A Los Angeles team losing in Portland is nothing new. Phil Jackson always hated playing here when he coached the Lakers.
He would blame the weather, eternally more dreary than the sunshine left behind in Los Angeles. Or he questioned the team’s pregame visits to the Nike VIP store in nearby Beaverton — a distraction, he liked to say, as players met with reps from the shoe company and immersed themselves in all the latest sports apparel.
The Lakers rarely seemed ready to play here, going 15-32 from the time Kobe Bryant was a rookie to the time he retired.
The Clippers continued that tradition in Game 3, looking nothing like the team that won the first two games by 21 and 20 points.
The city of Portland has a way of doing that to you.
Jordan missed five of six free throws in the final three minutes. Blake Griffin coughed up the ball late with the Clippers down three, his pass appearing to be deflected by, here’s that name again, Plumlee. Maurice Harkless, another lightly regarded Portland frontcourt player, dunked in a rebound to really put pressure on the players.
Who are these guys? And where did the Clippers go?
Forget about trying to get past the second round for the first time ever. The Clippers had better be more careful about this round.
The anti-Clippers vibe was evident as “Beat L.A.†chants rained down Saturday, a slightly curious oddity because they’re usually reserved for the other Los Angeles team.
Like Clippers fans, Portland followers are starving for championship success.
There’s been one championship for the Trail Blazers. It’s still talked about here in reverent tones by those who remember shaggy-haired Bill Walton’s most-valuable-player effort in 1977.

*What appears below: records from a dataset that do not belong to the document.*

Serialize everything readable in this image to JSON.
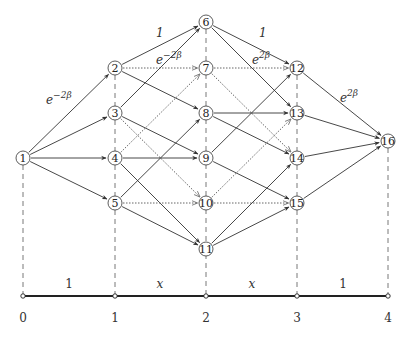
{
  "diagram": {
    "colors": {
      "stroke": "#333333",
      "dashed": "#555555",
      "dotted": "#666666",
      "axis": "#222222"
    },
    "columns_x": [
      23,
      115,
      206,
      297,
      388
    ],
    "nodes": [
      {
        "id": "1",
        "label": "1",
        "x": 23,
        "y": 158
      },
      {
        "id": "2",
        "label": "2",
        "x": 115,
        "y": 68
      },
      {
        "id": "3",
        "label": "3",
        "x": 115,
        "y": 113
      },
      {
        "id": "4",
        "label": "4",
        "x": 115,
        "y": 158
      },
      {
        "id": "5",
        "label": "5",
        "x": 115,
        "y": 203
      },
      {
        "id": "6",
        "label": "6",
        "x": 206,
        "y": 22
      },
      {
        "id": "7",
        "label": "7",
        "x": 206,
        "y": 68
      },
      {
        "id": "8",
        "label": "8",
        "x": 206,
        "y": 113
      },
      {
        "id": "9",
        "label": "9",
        "x": 206,
        "y": 158
      },
      {
        "id": "10",
        "label": "10",
        "x": 206,
        "y": 203
      },
      {
        "id": "11",
        "label": "11",
        "x": 206,
        "y": 249
      },
      {
        "id": "12",
        "label": "12",
        "x": 297,
        "y": 68
      },
      {
        "id": "13",
        "label": "13",
        "x": 297,
        "y": 113
      },
      {
        "id": "14",
        "label": "14",
        "x": 297,
        "y": 158
      },
      {
        "id": "15",
        "label": "15",
        "x": 297,
        "y": 203
      },
      {
        "id": "16",
        "label": "16",
        "x": 388,
        "y": 141
      }
    ],
    "edges": [
      {
        "from": "1",
        "to": "2",
        "style": "solid"
      },
      {
        "from": "1",
        "to": "3",
        "style": "solid"
      },
      {
        "from": "1",
        "to": "4",
        "style": "solid"
      },
      {
        "from": "1",
        "to": "5",
        "style": "solid"
      },
      {
        "from": "2",
        "to": "6",
        "style": "solid"
      },
      {
        "from": "2",
        "to": "7",
        "style": "dotted"
      },
      {
        "from": "2",
        "to": "8",
        "style": "solid"
      },
      {
        "from": "3",
        "to": "6",
        "style": "solid"
      },
      {
        "from": "3",
        "to": "9",
        "style": "solid"
      },
      {
        "from": "3",
        "to": "10",
        "style": "dotted"
      },
      {
        "from": "4",
        "to": "7",
        "style": "dotted"
      },
      {
        "from": "4",
        "to": "9",
        "style": "solid"
      },
      {
        "from": "4",
        "to": "11",
        "style": "solid"
      },
      {
        "from": "5",
        "to": "8",
        "style": "solid"
      },
      {
        "from": "5",
        "to": "10",
        "style": "dotted"
      },
      {
        "from": "5",
        "to": "11",
        "style": "solid"
      },
      {
        "from": "6",
        "to": "12",
        "style": "solid"
      },
      {
        "from": "6",
        "to": "13",
        "style": "solid"
      },
      {
        "from": "7",
        "to": "12",
        "style": "dotted"
      },
      {
        "from": "7",
        "to": "14",
        "style": "dotted"
      },
      {
        "from": "8",
        "to": "13",
        "style": "solid"
      },
      {
        "from": "8",
        "to": "14",
        "style": "solid"
      },
      {
        "from": "9",
        "to": "12",
        "style": "solid"
      },
      {
        "from": "9",
        "to": "15",
        "style": "solid"
      },
      {
        "from": "10",
        "to": "13",
        "style": "dotted"
      },
      {
        "from": "10",
        "to": "15",
        "style": "dotted"
      },
      {
        "from": "11",
        "to": "14",
        "style": "solid"
      },
      {
        "from": "11",
        "to": "15",
        "style": "solid"
      },
      {
        "from": "12",
        "to": "16",
        "style": "solid"
      },
      {
        "from": "13",
        "to": "16",
        "style": "solid"
      },
      {
        "from": "14",
        "to": "16",
        "style": "solid"
      },
      {
        "from": "15",
        "to": "16",
        "style": "solid"
      }
    ],
    "edge_labels": [
      {
        "text": "e",
        "sup": "−2β",
        "x": 46,
        "y": 104
      },
      {
        "text": "1",
        "sup": "",
        "x": 156,
        "y": 37
      },
      {
        "text": "e",
        "sup": "−2β",
        "x": 156,
        "y": 64
      },
      {
        "text": "1",
        "sup": "",
        "x": 259,
        "y": 37
      },
      {
        "text": "e",
        "sup": "2β",
        "x": 252,
        "y": 64
      },
      {
        "text": "e",
        "sup": "2β",
        "x": 340,
        "y": 102
      }
    ],
    "axis": {
      "y": 296,
      "ticks": [
        {
          "x": 23,
          "label": "0"
        },
        {
          "x": 115,
          "label": "1"
        },
        {
          "x": 206,
          "label": "2"
        },
        {
          "x": 297,
          "label": "3"
        },
        {
          "x": 388,
          "label": "4"
        }
      ],
      "segment_labels": [
        {
          "x": 69,
          "label": "1",
          "italic": false
        },
        {
          "x": 160,
          "label": "x",
          "italic": true
        },
        {
          "x": 252,
          "label": "x",
          "italic": true
        },
        {
          "x": 343,
          "label": "1",
          "italic": false
        }
      ]
    }
  }
}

That team rallied from a 2-0 deficit to beat the Philadelphia 76ers.
The parallel Saturday, on a much smaller scale, was the hope that these Blazers could do the same against the apparently superior Clippers. The first two games didn’t exactly predict Saturday success for Portland.

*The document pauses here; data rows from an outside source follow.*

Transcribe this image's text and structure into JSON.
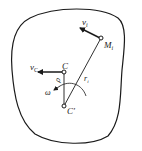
{
  "diagram": {
    "type": "rigid-body-kinematics",
    "labels": {
      "v_i": "v",
      "v_i_sub": "i",
      "M_i": "M",
      "M_i_sub": "i",
      "v_C": "v",
      "v_C_sub": "C",
      "C": "C",
      "r_i": "r",
      "r_i_sub": "i",
      "rho": "ρ",
      "omega": "ω",
      "C_prime": "C′"
    },
    "colors": {
      "stroke": "#1a1a1a",
      "background": "#ffffff"
    }
  }
}
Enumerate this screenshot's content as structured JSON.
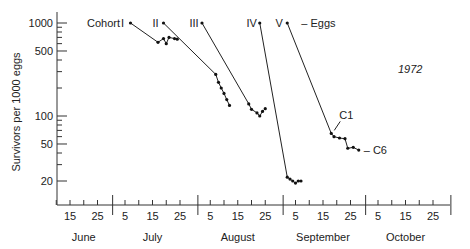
{
  "chart_data": {
    "type": "line",
    "title": "",
    "year_label": "1972",
    "ylabel": "Survivors per 1000 eggs",
    "xlabel": "",
    "yscale": "log",
    "ylim": [
      13,
      1200
    ],
    "y_ticks_labeled": [
      1000,
      500,
      100,
      50,
      20
    ],
    "y_ticks_minor": [
      900,
      800,
      700,
      600,
      400,
      300,
      200,
      90,
      80,
      70,
      60,
      40,
      30
    ],
    "months": [
      {
        "name": "June",
        "ticks": [
          "15",
          "25"
        ]
      },
      {
        "name": "July",
        "ticks": [
          "5",
          "15",
          "25"
        ]
      },
      {
        "name": "August",
        "ticks": [
          "5",
          "15",
          "25"
        ]
      },
      {
        "name": "September",
        "ticks": [
          "5",
          "15",
          "25"
        ]
      },
      {
        "name": "October",
        "ticks": [
          "5",
          "15",
          "25"
        ]
      }
    ],
    "x_day_range": [
      "June 10",
      "October 31"
    ],
    "annotations": {
      "cohort_label": "Cohort",
      "eggs_label": "– Eggs",
      "c1_label": "C1",
      "c6_label": "– C6"
    },
    "series": [
      {
        "name": "I",
        "points": [
          [
            37,
            1000
          ],
          [
            47,
            620
          ],
          [
            49,
            680
          ],
          [
            50,
            600
          ],
          [
            51,
            700
          ],
          [
            53,
            680
          ],
          [
            54,
            670
          ]
        ]
      },
      {
        "name": "II",
        "points": [
          [
            49,
            1000
          ],
          [
            68,
            280
          ],
          [
            69,
            230
          ],
          [
            70,
            200
          ],
          [
            71,
            175
          ],
          [
            72,
            150
          ],
          [
            73,
            130
          ]
        ]
      },
      {
        "name": "III",
        "points": [
          [
            63,
            1000
          ],
          [
            80,
            135
          ],
          [
            81,
            118
          ],
          [
            83,
            108
          ],
          [
            84,
            100
          ],
          [
            85,
            112
          ],
          [
            86,
            120
          ]
        ]
      },
      {
        "name": "IV",
        "points": [
          [
            84,
            1000
          ],
          [
            94,
            22
          ],
          [
            95,
            21
          ],
          [
            96,
            20
          ],
          [
            97,
            19
          ],
          [
            98,
            20
          ],
          [
            99,
            20
          ]
        ]
      },
      {
        "name": "V",
        "points": [
          [
            94,
            1000
          ],
          [
            110,
            65
          ],
          [
            111,
            60
          ],
          [
            113,
            58
          ],
          [
            115,
            57
          ],
          [
            116,
            45
          ],
          [
            118,
            46
          ],
          [
            120,
            43
          ]
        ]
      }
    ]
  }
}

And yet Clippers Coach Doc Rivers was appropriately reverential before Saturday’s game.
“They’ve had an amazing tradition here for, shoot, before I even got in the league, which makes it a long time ago,†he said. “It’s just been pretty impressive that through the good years and some of their bad years, the fans keep showing up. The true definition of a fan is a [Chicago] Cub fan, when you think about it.â€
Trail Blazers followers freaked out when Lillard shot 33% over the first two games. No need.
He scored 32 points in Game 3 on 10-for-20 shooting.
“I always think it’s a little funny when he has a couple bad shooting games, people start to question things,†Portland Coach Terry Stotts said.
Backcourt mate C.J. McCollum added 27 points a day after being selected the NBA’s most improved player.
That’s the Trail Blazers — two great guards and someone named Plumlee.
Road victories rarely come easily in Portland. If the Clippers didn’t know by tipoff Saturday, they learned quickly. A mundane series became a more interesting one.